James Madison Papers

Bill Granting Congress Limited Power to Regulate Commerce, 5 June 1784

Bill Granting Congress Limited
Power to Regulate Commerce

[5 June 1784]

Whereas the United States in Congress assembled, more effectually to preserve the Commercial Interests thereof, ought to be invested with power for a limitted time, to prohibit the importation and exportation of Goods, Wares & Merchandizes to and from any of the United States in Vessels, not the property of the States, or the Subjects of a power who shall have formed a Commercial Treaty with the same

Be it enacted that the United States in Congress assembled, shall be and they are hereby authorized and empowered to prohibit in any manner they shall think proper, for any term not exceeding fifteen years, the importation & exportation of any Goods, Wares, or Merchandize to or from this State in Vessels belonging to or navigated by the Subjects of any power with whom the United States, shall not have formed Treaties of Commerce, and also for the like term to prohibit the Subjects of any foreign State, Kingdom or Empire, unless authorized by Treaty from importing into this State, Goods, Wares or Merchandize which are not the produce or manufacture of the Dominion of the Sovereign whose Subjects they are. Provided that to all Acts passed by the United States in Congress assembled, in pursuance of the above powers, the assent of nine States shall be necessary.

This act shall commence and be in force so soon as each and every State in the Union shall pass similar Acts, and as soon as the Governor of this Commonwealth shall be notified that each and every State in the Union have passed similar Acts, he shall & he is hereby authorized to issue his proclamation declaring the Act in force.1

Ms (Vi). In Henry Tazewell’s hand. Docketed: “A Bill To invest the united States in Congress assembled with additional powers for a limited time.” The bill was first read on 5 June and passed on 28 June (JHDV description begins Journal of the House of Delegates of the Commonwealth of Virginia; Begun and Held at the Capitol, in the City of Williamsburg. Beginning in 1780, the portion after the semicolon reads, Begun and Held in the Town of Richmond. In the County of Henrico. The journal for each session has its own title page and is individually paginated. The edition used is the one in which the journals for 1777–1786 are brought together in two volumes, with each journal published in Richmond in either 1827 or 1828 and often called the “Thomas W. White reprint.” description ends , May 1784, pp. 37, 81). Though not in JM’s hand he must have introduced the 19 May resolution which called for enactment of this bill (ibid., p. 12).

1For the background of this legislation see the Resolutions to Strengthen Powers of Congress of 19 May 1784. The approved bill was carried to the Senate by Thomas Mathews, a circumstance which renders JM’s authorship tenuous. The act is printed in Hening, Statutes description begins William Waller Hening, ed., The Statutes at Large; Being a Collection of All the Laws of Virginia, from the First Session of the Legislature, in the Year 1619 (13 vols.; Richmond and Philadelphia, 1819–23). description ends , XI, 388–89. Governor Harrison had already expressed skepticism about “divided measures” by individual states (Harrison to John Tyler, 3 May 1784, Executive Letter Book description begins Executive Letter Book, 1783–1786, manuscript in Virginia State Library. description ends , pp. 317–18). His pessimism was warranted, for the matter was never acted upon by Congress after delegate Samuel Hardy presented it to the Committee of the States (JCC description begins Worthington Chauncey Ford et al., eds., Journals of the Continental Congress, 1774–1789 (34 vols.; Washington, 1904–37). description ends , XXVII, 589; Burnett, The Continental Congress, p. 634).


WHAT TO DO: Which lines of the data contain the string "MONTREAL"? Show each of them.

Stored data entries:

········

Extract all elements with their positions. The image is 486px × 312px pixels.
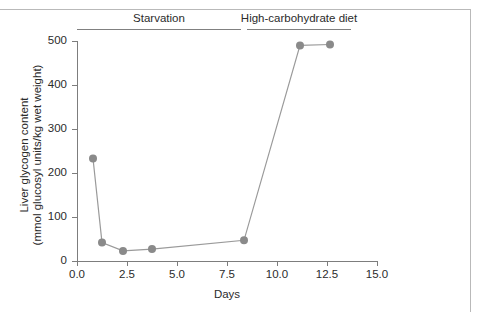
data-point-marker [119,247,127,255]
data-point-marker [240,236,248,244]
x-axis-title: Days [0,288,454,300]
figure-canvas: Starvation High-carbohydrate diet 010020… [0,0,486,312]
data-point-marker [296,41,304,49]
data-point-marker [89,155,97,163]
data-series-layer [0,0,486,312]
data-point-marker [98,239,106,247]
y-axis-title: Liver glycogen content (mmol glucosyl un… [18,40,34,270]
data-point-marker [326,41,334,49]
y-axis-title-line1: Liver glycogen content [18,40,31,270]
series-line [93,45,330,251]
data-point-marker [148,245,156,253]
plot-area: Starvation High-carbohydrate diet 010020… [0,0,486,312]
y-axis-title-line2: (mmol glucosyl units/kg wet weight) [31,40,44,270]
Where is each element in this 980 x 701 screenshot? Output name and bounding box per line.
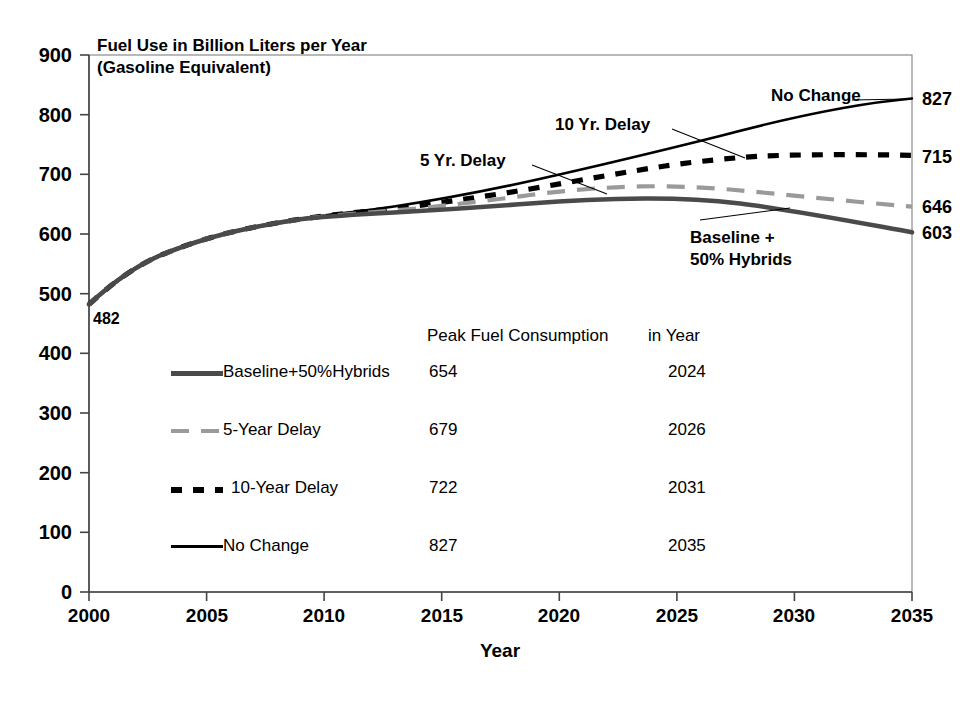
y-tick-marks xyxy=(80,55,89,592)
y-tick-label-200: 200 xyxy=(12,462,72,485)
chart-title-line1: Fuel Use in Billion Liters per Year xyxy=(97,36,367,56)
end-label-baseline: 603 xyxy=(922,223,952,244)
x-tick-label-2010: 2010 xyxy=(284,605,364,627)
legend-header-peak: Peak Fuel Consumption xyxy=(427,326,608,346)
legend-peak-five-year-delay: 679 xyxy=(429,420,457,440)
chart-title-line2: (Gasoline Equivalent) xyxy=(97,58,271,78)
end-label-ten-year-delay: 715 xyxy=(922,147,952,168)
legend-year-five-year-delay: 2026 xyxy=(668,420,706,440)
y-tick-label-700: 700 xyxy=(12,163,72,186)
series-common-segment xyxy=(89,211,371,305)
series-ten-year-delay xyxy=(89,155,912,305)
x-axis-title: Year xyxy=(460,640,540,662)
x-tick-label-2015: 2015 xyxy=(402,605,482,627)
y-tick-label-400: 400 xyxy=(12,342,72,365)
legend-peak-no-change: 827 xyxy=(429,536,457,556)
end-label-five-year-delay: 646 xyxy=(922,197,952,218)
series-line-no-change xyxy=(89,213,324,304)
legend-swatch-no-change xyxy=(171,545,223,548)
legend-name-baseline-hybrids: Baseline+50%Hybrids xyxy=(223,362,390,382)
curve-label-five-year-delay: 5 Yr. Delay xyxy=(420,151,506,171)
x-tick-label-2030: 2030 xyxy=(754,605,834,627)
x-tick-label-2005: 2005 xyxy=(167,605,247,627)
curve-label-baseline-line2: 50% Hybrids xyxy=(690,250,792,270)
legend-swatch-baseline-hybrids xyxy=(171,371,223,376)
x-tick-label-2020: 2020 xyxy=(519,605,599,627)
x-tick-label-2035: 2035 xyxy=(872,605,952,627)
curve-label-no-change: No Change xyxy=(771,86,861,106)
y-tick-label-300: 300 xyxy=(12,402,72,425)
series-no-change xyxy=(89,99,912,305)
legend-name-ten-year-delay: 10-Year Delay xyxy=(231,478,338,498)
plot-frame xyxy=(89,55,912,592)
legend-swatch-five-year-delay xyxy=(171,429,223,433)
x-tick-label-2025: 2025 xyxy=(637,605,717,627)
legend-peak-ten-year-delay: 722 xyxy=(429,478,457,498)
legend-peak-baseline-hybrids: 654 xyxy=(429,362,457,382)
y-tick-label-100: 100 xyxy=(12,521,72,544)
legend-name-no-change: No Change xyxy=(223,536,309,556)
legend-name-five-year-delay: 5-Year Delay xyxy=(223,420,321,440)
legend-year-no-change: 2035 xyxy=(668,536,706,556)
legend-swatch-ten-year-delay xyxy=(171,487,223,493)
curve-label-baseline-line1: Baseline + xyxy=(690,228,775,248)
start-value-label: 482 xyxy=(93,310,120,328)
y-tick-label-600: 600 xyxy=(12,223,72,246)
legend-header-year: in Year xyxy=(648,326,700,346)
curve-label-ten-year-delay: 10 Yr. Delay xyxy=(555,115,650,135)
leader-line-baseline xyxy=(700,208,790,220)
fuel-use-chart: Fuel Use in Billion Liters per Year (Gas… xyxy=(0,0,980,701)
y-tick-label-500: 500 xyxy=(12,283,72,306)
x-tick-marks xyxy=(89,592,912,601)
end-label-no-change: 827 xyxy=(922,89,952,110)
legend-year-baseline-hybrids: 2024 xyxy=(668,362,706,382)
y-tick-label-900: 900 xyxy=(12,44,72,67)
y-tick-label-800: 800 xyxy=(12,104,72,127)
y-tick-label-0: 0 xyxy=(12,581,72,604)
x-tick-label-2000: 2000 xyxy=(49,605,129,627)
legend-year-ten-year-delay: 2031 xyxy=(668,478,706,498)
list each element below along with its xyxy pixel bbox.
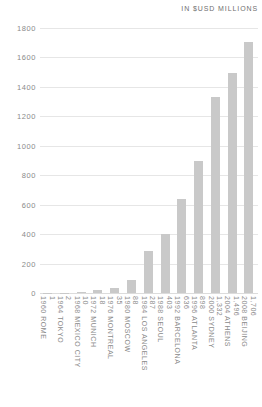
x-category-label: 1984 LOS ANGELES xyxy=(140,296,147,371)
x-label-slot: 1,3322000 SYDNEY xyxy=(208,294,225,407)
bars-group xyxy=(40,28,258,293)
bar-slot xyxy=(74,28,91,293)
y-tick-label-800: 800 xyxy=(0,171,36,180)
x-label-slot: 881980 MOSCOW xyxy=(124,294,141,407)
x-category-label: 1964 TOKYO xyxy=(56,296,63,343)
x-label-slot: 1,7062008 BEIJING xyxy=(241,294,258,407)
bar-value-label: 10 xyxy=(82,296,89,305)
x-label-slot: 351976 MONTREAL xyxy=(107,294,124,407)
x-category-label: 2008 BEIJING xyxy=(241,296,248,347)
bar-slot xyxy=(107,28,124,293)
chart-unit-note: IN $USD MILLIONS xyxy=(181,5,258,12)
x-axis-labels: 11960 ROME21964 TOKYO101968 MEXICO CITY1… xyxy=(40,294,258,407)
x-category-label: 1996 ATLANTA xyxy=(190,296,197,350)
x-category-label: 2004 ATHENS xyxy=(224,296,231,347)
bar-value-label: 636 xyxy=(182,296,189,309)
x-category-label: 1980 MOSCOW xyxy=(123,296,130,353)
x-label-slot: 181972 MUNICH xyxy=(90,294,107,407)
bar[interactable] xyxy=(194,161,203,293)
bar-slot xyxy=(174,28,191,293)
y-tick-label-1000: 1000 xyxy=(0,141,36,150)
bar-slot xyxy=(241,28,258,293)
plot-area xyxy=(40,28,258,293)
bar-slot xyxy=(90,28,107,293)
bar[interactable] xyxy=(177,199,186,293)
x-label-slot: 8981996 ATLANTA xyxy=(191,294,208,407)
bar-slot xyxy=(157,28,174,293)
y-tick-label-1200: 1200 xyxy=(0,112,36,121)
x-category-label: 1960 ROME xyxy=(40,296,47,339)
bar-slot xyxy=(191,28,208,293)
x-category-label: 1968 MEXICO CITY xyxy=(73,296,80,368)
y-tick-label-200: 200 xyxy=(0,259,36,268)
bar[interactable] xyxy=(77,292,86,293)
bar[interactable] xyxy=(93,290,102,293)
chart-container: IN $USD MILLIONS 02004006008001000120014… xyxy=(0,0,262,407)
bar-slot xyxy=(40,28,57,293)
y-tick-label-600: 600 xyxy=(0,200,36,209)
x-label-slot: 21964 TOKYO xyxy=(57,294,74,407)
y-tick-label-0: 0 xyxy=(0,289,36,298)
bar-slot xyxy=(57,28,74,293)
x-category-label: 1992 BARCELONA xyxy=(174,296,181,364)
bar-value-label: 1,706 xyxy=(249,296,256,316)
bar-value-label: 1 xyxy=(48,296,55,300)
bar-slot xyxy=(141,28,158,293)
bar[interactable] xyxy=(144,251,153,293)
x-label-slot: 4031988 SEOUL xyxy=(157,294,174,407)
bar-value-label: 18 xyxy=(98,296,105,305)
x-category-label: 1972 MUNICH xyxy=(90,296,97,348)
bar[interactable] xyxy=(211,97,220,293)
bar-slot xyxy=(124,28,141,293)
x-label-slot: 101968 MEXICO CITY xyxy=(74,294,91,407)
bar-value-label: 88 xyxy=(132,296,139,305)
bar-slot xyxy=(208,28,225,293)
bar[interactable] xyxy=(110,288,119,293)
bar[interactable] xyxy=(228,73,237,293)
y-tick-label-1600: 1600 xyxy=(0,53,36,62)
bar[interactable] xyxy=(161,234,170,293)
x-label-slot: 11960 ROME xyxy=(40,294,57,407)
bar[interactable] xyxy=(127,280,136,293)
bar-value-label: 898 xyxy=(199,296,206,309)
bar-value-label: 1,496 xyxy=(232,296,239,316)
x-category-label: 1988 SEOUL xyxy=(157,296,164,343)
y-tick-label-400: 400 xyxy=(0,230,36,239)
bar-value-label: 403 xyxy=(165,296,172,309)
bar-value-label: 2 xyxy=(65,296,72,300)
y-tick-label-1800: 1800 xyxy=(0,24,36,33)
x-label-slot: 2871984 LOS ANGELES xyxy=(141,294,158,407)
x-category-label: 2000 SYDNEY xyxy=(207,296,214,348)
bar-slot xyxy=(224,28,241,293)
bar-value-label: 1,332 xyxy=(216,296,223,316)
x-category-label: 1976 MONTREAL xyxy=(107,296,114,360)
bar-value-label: 287 xyxy=(149,296,156,309)
x-label-slot: 6361992 BARCELONA xyxy=(174,294,191,407)
y-tick-label-1400: 1400 xyxy=(0,82,36,91)
bar-value-label: 35 xyxy=(115,296,122,305)
bar[interactable] xyxy=(244,42,253,293)
x-label-slot: 1,4962004 ATHENS xyxy=(224,294,241,407)
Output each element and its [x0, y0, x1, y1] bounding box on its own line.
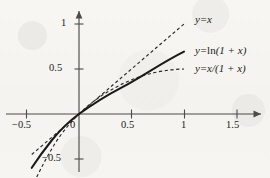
curve-label-y-equals-frac: y=x/(1 + x): [195, 63, 246, 74]
curve-label-y-equals-x: y=x: [195, 14, 212, 25]
chart-page: −0.5 0 0.5 1 1.5 1 0.5 −0.5 y=x y=ln(1 +…: [0, 0, 270, 178]
curve-label-y-equals-frac-expr: x/(1 + x): [207, 62, 246, 74]
y-axis-arrowhead: [76, 11, 83, 19]
x-tick-label-one-half: 1.5: [226, 120, 239, 131]
y-tick-label-neg-half: −0.5: [42, 153, 61, 164]
y-tick-label-half: 0.5: [49, 63, 62, 74]
curve-y-equals-x: [32, 24, 184, 155]
x-axis-arrowhead: [254, 111, 262, 118]
x-tick-label-neg-half: −0.5: [12, 120, 31, 131]
curve-label-y-equals-ln-expr: (1 + x): [216, 44, 247, 56]
curve-label-y-equals-x-expr: x: [207, 13, 212, 25]
curve-label-y-equals-ln-fn: ln: [207, 44, 216, 56]
x-tick-label-zero: 0: [70, 120, 75, 131]
x-tick-label-one: 1: [181, 120, 186, 131]
y-tick-label-one: 1: [61, 18, 66, 29]
curve-label-y-equals-ln: y=ln(1 + x): [195, 45, 246, 56]
function-plot: [0, 0, 270, 178]
x-tick-label-half: 0.5: [121, 120, 134, 131]
axes-group: [6, 11, 261, 172]
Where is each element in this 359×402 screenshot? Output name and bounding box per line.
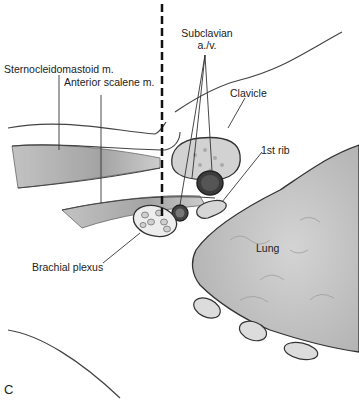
label-anterior-scalene: Anterior scalene m. bbox=[64, 77, 154, 89]
lower-contour bbox=[8, 330, 120, 398]
sternocleidomastoid-muscle bbox=[12, 145, 160, 188]
skin-contour-left bbox=[8, 122, 166, 134]
label-clavicle: Clavicle bbox=[230, 88, 267, 100]
anatomy-illustration bbox=[0, 0, 359, 402]
label-subclavian: Subclavian a./v. bbox=[178, 28, 236, 51]
label-subclavian-line2: a./v. bbox=[178, 40, 236, 52]
label-sternocleidomastoid: Sternocleidomastoid m. bbox=[4, 64, 114, 76]
label-lung: Lung bbox=[256, 243, 279, 255]
label-first-rib: 1st rib bbox=[261, 145, 290, 157]
label-subclavian-line1: Subclavian bbox=[178, 28, 236, 40]
panel-label: C bbox=[4, 383, 13, 397]
label-brachial-plexus: Brachial plexus bbox=[32, 262, 103, 274]
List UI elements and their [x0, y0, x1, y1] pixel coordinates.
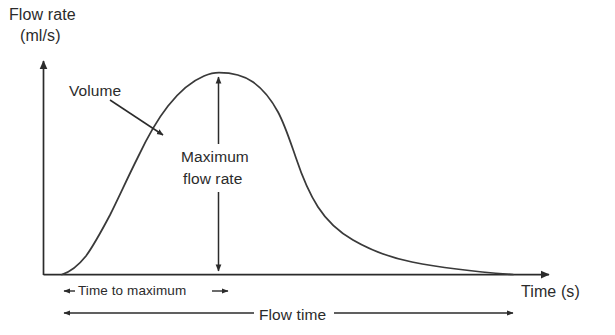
maximum-flow-rate-label-line1: Maximum — [181, 148, 249, 166]
y-axis-label-units: (ml/s) — [20, 27, 61, 45]
x-axis-label: Time (s) — [521, 283, 580, 301]
flow-time-label: Flow time — [259, 306, 326, 324]
maximum-flow-rate-label-line2: flow rate — [183, 170, 242, 188]
volume-annotation-arrow — [110, 100, 163, 135]
figure-canvas: Flow rate (ml/s) Time (s) Volume Maximum… — [0, 0, 615, 335]
flow-rate-curve — [62, 73, 513, 275]
y-axis-label-primary: Flow rate — [9, 6, 76, 24]
volume-annotation-label: Volume — [69, 82, 121, 100]
time-to-maximum-label: Time to maximum — [78, 283, 186, 299]
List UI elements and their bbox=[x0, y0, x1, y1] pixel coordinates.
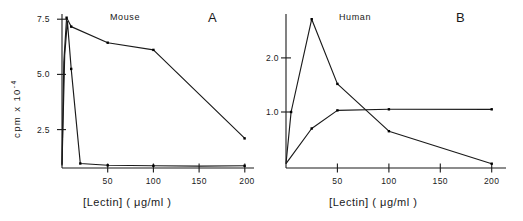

········

EXERCISE SOLUTION:
x-label-slot: 351976 MONTREAL xyxy=(107,294,124,407)
x-category-label: 1976 MONTREAL xyxy=(107,296,114,360)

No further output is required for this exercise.